Existing legacy pensions can be commuted in full. Any reserve will pass to the member’s accumulation account without penalty. The transfer balance cap debit will depend on the type of pension commuted.

For example, a lifetime complying pension will reduce the member’s transfer balance account balance by the same amount that it added to the account on 1 July 2017. A market-linked pension is subject to a more complex formula which is generally its 1 July 2017 TBA credit less subsequent pensions drawn.

It must be noted that the issue of Centrelink asset test exemptions has not yet been finalised.

Technically, legacy pension commutations will lose their asset test exemption and could incur a five-year clawback of social security entitlements if commuted under the new regulations, but the assistant treasurer has stated in a media release:

As announced by the former government in the 2021–22 budget, social security treatment will not be preserved for those who choose to transition out of their legacy retirement product. However, no debts will arise from the re‑assessment of these products’ asset values for the period before conversion.

This means that Centrelink benefits will not be assessed retrospectively but they will be tested from the date of legacy pension commutation and could result in a loss of benefits.

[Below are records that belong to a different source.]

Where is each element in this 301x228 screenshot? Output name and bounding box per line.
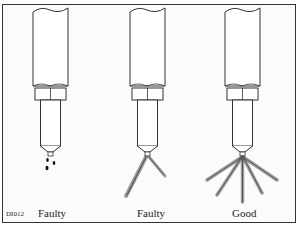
injector-faulty-dripping xyxy=(33,8,68,170)
injector-faulty-uneven xyxy=(126,8,165,196)
spray-jets xyxy=(126,157,165,196)
spray-fan xyxy=(207,157,277,202)
injector-diagram xyxy=(0,0,301,228)
figure-code: DI012 xyxy=(6,210,24,218)
drip-drops xyxy=(46,158,56,170)
caption-faulty-1: Faulty xyxy=(38,207,66,219)
caption-good: Good xyxy=(232,207,256,219)
injector-good xyxy=(207,8,277,202)
caption-faulty-2: Faulty xyxy=(137,207,165,219)
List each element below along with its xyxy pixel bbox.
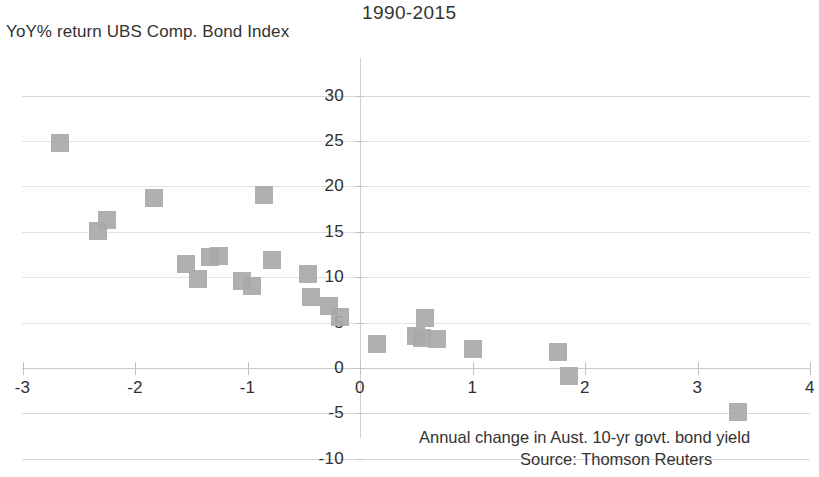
x-axis-tick-label: -3 <box>3 378 43 398</box>
x-axis-tick <box>23 362 24 375</box>
y-axis-tick <box>355 96 364 97</box>
x-axis-tick-label: 0 <box>340 378 380 398</box>
y-axis-tick-label: 20 <box>300 176 344 196</box>
y-axis-tick-label: 0 <box>300 358 344 378</box>
y-axis-tick <box>355 141 364 142</box>
data-point <box>428 330 446 348</box>
data-point <box>51 134 69 152</box>
data-point <box>549 343 567 361</box>
gridline <box>22 413 810 414</box>
data-point <box>331 308 349 326</box>
data-point <box>302 288 320 306</box>
scatter-chart: 1990-2015 YoY% return UBS Comp. Bond Ind… <box>0 0 819 477</box>
gridline <box>22 232 810 233</box>
y-axis-tick <box>355 277 364 278</box>
x-axis-tick <box>810 362 811 375</box>
gridline <box>22 186 810 187</box>
y-axis-tick-label: 15 <box>300 222 344 242</box>
data-point <box>416 309 434 327</box>
x-axis-tick <box>473 362 474 375</box>
y-axis-title: YoY% return UBS Comp. Bond Index <box>6 22 289 42</box>
chart-title: 1990-2015 <box>362 2 456 24</box>
x-axis-tick <box>585 362 586 375</box>
x-axis-title: Annual change in Aust. 10-yr govt. bond … <box>419 428 750 447</box>
gridline <box>22 96 810 97</box>
data-point <box>98 211 116 229</box>
gridline <box>22 141 810 142</box>
data-point <box>299 265 317 283</box>
x-axis-tick <box>135 362 136 375</box>
x-axis-line <box>22 368 810 369</box>
y-axis-tick <box>355 368 364 369</box>
data-point <box>189 270 207 288</box>
x-axis-tick-label: 1 <box>453 378 493 398</box>
x-axis-tick <box>248 362 249 375</box>
data-point <box>263 251 281 269</box>
y-axis-tick <box>355 413 364 414</box>
y-axis-tick <box>355 186 364 187</box>
x-axis-tick-label: -1 <box>228 378 268 398</box>
x-axis-tick <box>698 362 699 375</box>
y-axis-tick <box>355 232 364 233</box>
data-point <box>255 186 273 204</box>
y-axis-tick-label: -10 <box>300 449 344 469</box>
source-note: Source: Thomson Reuters <box>520 450 712 469</box>
data-point <box>464 340 482 358</box>
plot-area: 302520151050-5-10 -3-2-101234 <box>0 40 819 360</box>
y-axis-tick <box>355 459 364 460</box>
data-point <box>210 247 228 265</box>
data-point <box>729 403 747 421</box>
data-point <box>145 189 163 207</box>
x-axis-tick-label: -2 <box>115 378 155 398</box>
y-axis-tick-label: -5 <box>300 403 344 423</box>
data-point <box>243 277 261 295</box>
x-axis-tick-label: 4 <box>790 378 819 398</box>
gridline <box>22 277 810 278</box>
y-axis-tick-label: 25 <box>300 131 344 151</box>
y-axis-tick <box>355 323 364 324</box>
x-axis-tick-label: 3 <box>678 378 718 398</box>
y-axis-tick-label: 30 <box>300 86 344 106</box>
data-point <box>368 335 386 353</box>
data-point <box>560 367 578 385</box>
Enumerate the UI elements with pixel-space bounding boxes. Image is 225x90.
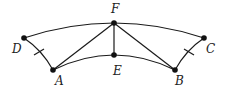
point-E xyxy=(111,52,117,58)
arc-C-B xyxy=(175,38,204,70)
point-A xyxy=(50,67,56,73)
label-E: E xyxy=(112,64,122,78)
point-D xyxy=(21,35,27,41)
point-C xyxy=(201,35,207,41)
segment-F-A xyxy=(53,23,114,70)
label-A: A xyxy=(54,74,64,88)
arc-D-A xyxy=(24,38,53,70)
label-D: D xyxy=(11,42,22,56)
label-B: B xyxy=(174,74,184,88)
segment-F-B xyxy=(114,23,175,70)
label-F: F xyxy=(110,2,120,16)
label-C: C xyxy=(206,42,215,56)
geometry-diagram: F E D A B C xyxy=(0,0,225,90)
point-F xyxy=(111,20,117,26)
point-B xyxy=(172,67,178,73)
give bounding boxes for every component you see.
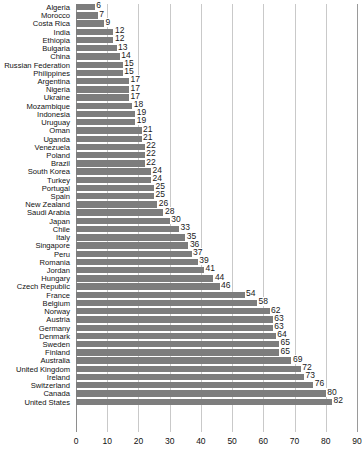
bar-row: 17 [76,78,357,86]
bar [76,267,204,273]
bar [76,218,170,224]
bar-row: 82 [76,399,357,407]
value-axis-labels: 0102030405060708090 [76,436,357,452]
bar-row: 25 [76,185,357,193]
category-axis-labels: AlgeriaMoroccoCosta RicaIndiaEthiopiaBul… [0,4,73,432]
x-tick-label: 40 [196,436,205,446]
bar [76,177,151,183]
bar [76,374,304,380]
bar-row: 6 [76,4,357,12]
bar [76,37,113,43]
bar-row: 7 [76,12,357,20]
bar-value-label: 54 [245,289,256,298]
bar [76,226,179,232]
bar-row: 44 [76,275,357,283]
bar-row: 37 [76,251,357,259]
bar [76,382,313,388]
bar-row: 69 [76,357,357,365]
bar [76,86,129,92]
bar [76,103,132,109]
bar-row: 30 [76,218,357,226]
bar [76,325,273,331]
bar [76,45,117,51]
bar [76,251,192,257]
x-tick-label: 30 [165,436,174,446]
bar [76,234,185,240]
bar-row: 19 [76,111,357,119]
bar-row: 35 [76,234,357,242]
bar-row: 28 [76,209,357,217]
bar-row: 76 [76,382,357,390]
bar [76,275,213,281]
bar-row: 25 [76,193,357,201]
bar [76,316,273,322]
plot-area: 6791212131415151717171819192121222222242… [76,4,357,432]
bar [76,160,145,166]
bar [76,242,188,248]
bar [76,259,198,265]
bar [76,390,326,396]
bar [76,399,332,405]
bar-row: 33 [76,226,357,234]
bar [76,185,154,191]
bar [76,29,113,35]
x-tick-label: 20 [134,436,143,446]
bar [76,20,104,26]
category-label: United States [0,399,73,407]
bar-row: 46 [76,283,357,291]
x-tick-label: 80 [321,436,330,446]
bar [76,144,145,150]
bar-row: 15 [76,70,357,78]
bar [76,333,276,339]
bar-row: 22 [76,144,357,152]
bar-row: 62 [76,308,357,316]
bar [76,127,142,133]
bar-row: 17 [76,86,357,94]
x-tick-label: 90 [352,436,361,446]
bar-row: 18 [76,103,357,111]
bar-row: 14 [76,53,357,61]
bar-row: 63 [76,325,357,333]
x-tick-label: 70 [290,436,299,446]
bar-row: 22 [76,160,357,168]
bar-row: 17 [76,94,357,102]
bar [76,62,123,68]
bar-row: 63 [76,316,357,324]
x-tick-label: 50 [227,436,236,446]
bar [76,94,129,100]
bar-value-label: 46 [220,281,231,290]
bar [76,292,245,298]
bar [76,283,220,289]
bar-value-label: 9 [104,18,110,27]
bar-row: 24 [76,177,357,185]
bar-row: 65 [76,349,357,357]
x-tick-label: 0 [74,436,79,446]
bar [76,168,151,174]
bar [76,366,301,372]
bar [76,4,95,10]
bar-value-label: 82 [332,396,343,405]
bar-row: 26 [76,201,357,209]
bar-rows: 6791212131415151717171819192121222222242… [76,4,357,432]
bar [76,12,98,18]
bar [76,308,270,314]
bar-row: 54 [76,292,357,300]
bar [76,111,135,117]
bar [76,201,157,207]
bar-row: 13 [76,45,357,53]
bar-chart: AlgeriaMoroccoCosta RicaIndiaEthiopiaBul… [0,0,362,469]
bar-row: 80 [76,390,357,398]
bar [76,70,123,76]
bar [76,349,279,355]
gridline-90 [357,4,358,432]
bar [76,193,154,199]
bar [76,300,257,306]
bar-row: 22 [76,152,357,160]
bar-row: 36 [76,242,357,250]
bar-row: 39 [76,259,357,267]
bar [76,136,142,142]
bar-row: 15 [76,62,357,70]
x-tick-label: 10 [102,436,111,446]
bar [76,209,163,215]
bar [76,341,279,347]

Lastly, the regulations still need to pass a “disallowance period” of 15 sitting days in parliament. As such there is a possibility the regulations could cease in the event of a successful notice of motion to disallow during that period, however, it is unlikely that a motion to disallow will occur. In the unlikely scenario of a successful motion to dismiss, the law would cease to apply only from that time and not retrospectively, so it is prudent to act now.